Sunday, January 22, 2006

100 Novels, or Here I Go a-Spiraling

The image of a spiral staircase keeps recurring in my reading, in particular as a metaphor for spiritual journey. Last month, I read The Spiral Staircase by Karen Armstrong, which literally uses the image as a metaphor for her spiritual journey.

Currently, of course, I'm reading The Bone People by Keri Hulme, in which the protagonist Kerewin Holmes lives in a tower with a spiral staircase.

Armstrong found her inspiration in T.S. Eliot's "Ash Wednesday," in which Eliot's speaker climbs a metaphorical spiral staircase, and faces things he doesn't necessarily want to face at each bend of the spiritual road. Neither did Armstrong for that matter.

Eliot makes the image concrete here: "At the first turning of the second stair/ I turned and saw below/ the same shape twisted on the banister/ Under the vapour in the fetid air/ Struggling with the devil of the stairs who wears/ The deceitful face of hope and despair."

I wonder if Hulme was inspired by Eliot's poem. Climbing the spiral staircase in Kerewin's tower is a consistent image in The Bone People, and catches Kerewin in moments of hope and despair. It seems to hide a symbolic mystery--besides the staircase, spirals appear elsewhere, even on her cups and glasses, in nature--and that mystery seems to be acted out with the co-antagonists (or what passes for antagonists; though Kerewin battles herself as well) Joe and Simon Gillayley. The child Simon is being played up as a big mystery, and as I'm approaching the climax of the novel, as the action seems to be receding, I keep expecting that mystery to reveal itself.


The word "counts" marks the lines to keep; find each one in the data and copy it.

Segment Start: Excerpted data

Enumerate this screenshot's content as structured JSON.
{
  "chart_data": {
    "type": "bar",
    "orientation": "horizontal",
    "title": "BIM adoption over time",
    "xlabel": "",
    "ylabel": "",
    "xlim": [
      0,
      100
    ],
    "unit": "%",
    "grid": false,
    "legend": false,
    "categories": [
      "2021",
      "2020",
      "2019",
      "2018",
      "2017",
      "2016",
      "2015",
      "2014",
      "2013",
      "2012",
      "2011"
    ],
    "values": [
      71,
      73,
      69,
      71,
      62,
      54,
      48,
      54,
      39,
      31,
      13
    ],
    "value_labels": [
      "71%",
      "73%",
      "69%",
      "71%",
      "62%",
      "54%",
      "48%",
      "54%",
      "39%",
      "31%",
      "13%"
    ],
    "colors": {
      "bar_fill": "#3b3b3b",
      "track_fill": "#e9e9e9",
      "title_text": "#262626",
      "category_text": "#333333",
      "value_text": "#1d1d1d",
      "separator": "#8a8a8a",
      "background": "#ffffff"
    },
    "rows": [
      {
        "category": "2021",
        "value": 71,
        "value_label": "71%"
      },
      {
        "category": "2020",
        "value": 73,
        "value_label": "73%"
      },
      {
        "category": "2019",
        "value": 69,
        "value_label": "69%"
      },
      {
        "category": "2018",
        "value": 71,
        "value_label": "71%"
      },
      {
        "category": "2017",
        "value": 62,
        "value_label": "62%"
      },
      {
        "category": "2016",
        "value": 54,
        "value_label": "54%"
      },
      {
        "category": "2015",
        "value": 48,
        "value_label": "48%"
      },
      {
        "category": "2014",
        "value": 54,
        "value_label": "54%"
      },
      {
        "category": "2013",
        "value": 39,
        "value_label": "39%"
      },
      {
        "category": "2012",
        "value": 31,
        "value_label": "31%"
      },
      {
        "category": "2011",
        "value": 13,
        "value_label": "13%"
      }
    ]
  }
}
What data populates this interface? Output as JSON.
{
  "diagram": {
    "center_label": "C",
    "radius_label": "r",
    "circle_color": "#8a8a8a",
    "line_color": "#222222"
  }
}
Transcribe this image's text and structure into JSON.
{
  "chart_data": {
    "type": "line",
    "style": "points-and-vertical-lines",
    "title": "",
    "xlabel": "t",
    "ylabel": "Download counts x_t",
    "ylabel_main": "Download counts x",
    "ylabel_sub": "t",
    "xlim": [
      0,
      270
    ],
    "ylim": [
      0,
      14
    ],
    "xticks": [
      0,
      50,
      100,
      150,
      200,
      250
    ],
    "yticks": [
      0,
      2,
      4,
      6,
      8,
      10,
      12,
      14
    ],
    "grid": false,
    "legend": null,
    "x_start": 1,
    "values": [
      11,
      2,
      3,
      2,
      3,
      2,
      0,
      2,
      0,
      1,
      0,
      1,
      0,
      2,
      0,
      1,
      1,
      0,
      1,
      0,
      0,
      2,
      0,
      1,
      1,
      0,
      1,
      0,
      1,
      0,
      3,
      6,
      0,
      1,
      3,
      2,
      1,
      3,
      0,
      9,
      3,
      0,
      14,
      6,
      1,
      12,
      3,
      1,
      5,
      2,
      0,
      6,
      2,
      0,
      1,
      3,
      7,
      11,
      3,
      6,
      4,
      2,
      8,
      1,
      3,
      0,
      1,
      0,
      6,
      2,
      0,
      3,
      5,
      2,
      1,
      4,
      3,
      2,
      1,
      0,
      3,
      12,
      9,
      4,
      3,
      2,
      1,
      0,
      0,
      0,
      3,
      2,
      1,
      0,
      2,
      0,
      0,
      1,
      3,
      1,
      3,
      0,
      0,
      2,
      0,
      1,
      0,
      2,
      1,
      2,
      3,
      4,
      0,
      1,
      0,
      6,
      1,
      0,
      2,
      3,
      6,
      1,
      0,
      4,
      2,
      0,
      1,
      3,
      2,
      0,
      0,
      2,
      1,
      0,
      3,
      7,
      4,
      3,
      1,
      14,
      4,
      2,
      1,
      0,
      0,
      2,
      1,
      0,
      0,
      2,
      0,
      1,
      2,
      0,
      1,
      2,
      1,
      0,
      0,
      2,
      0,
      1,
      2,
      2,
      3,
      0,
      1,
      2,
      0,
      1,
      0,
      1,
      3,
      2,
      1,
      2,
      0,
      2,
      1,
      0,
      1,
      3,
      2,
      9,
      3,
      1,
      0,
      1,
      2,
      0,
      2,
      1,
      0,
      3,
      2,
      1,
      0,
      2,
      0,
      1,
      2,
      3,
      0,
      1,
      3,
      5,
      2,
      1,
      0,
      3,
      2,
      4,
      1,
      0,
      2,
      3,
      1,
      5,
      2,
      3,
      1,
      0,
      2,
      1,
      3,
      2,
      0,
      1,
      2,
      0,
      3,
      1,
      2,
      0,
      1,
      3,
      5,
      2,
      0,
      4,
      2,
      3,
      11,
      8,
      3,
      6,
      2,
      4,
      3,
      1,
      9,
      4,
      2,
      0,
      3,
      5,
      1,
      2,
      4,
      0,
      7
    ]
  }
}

Segment End: Excerpted data

§ **Answer for the task**:
    "ylabel": "Download counts x_t",
    "ylabel_main": "Download counts x",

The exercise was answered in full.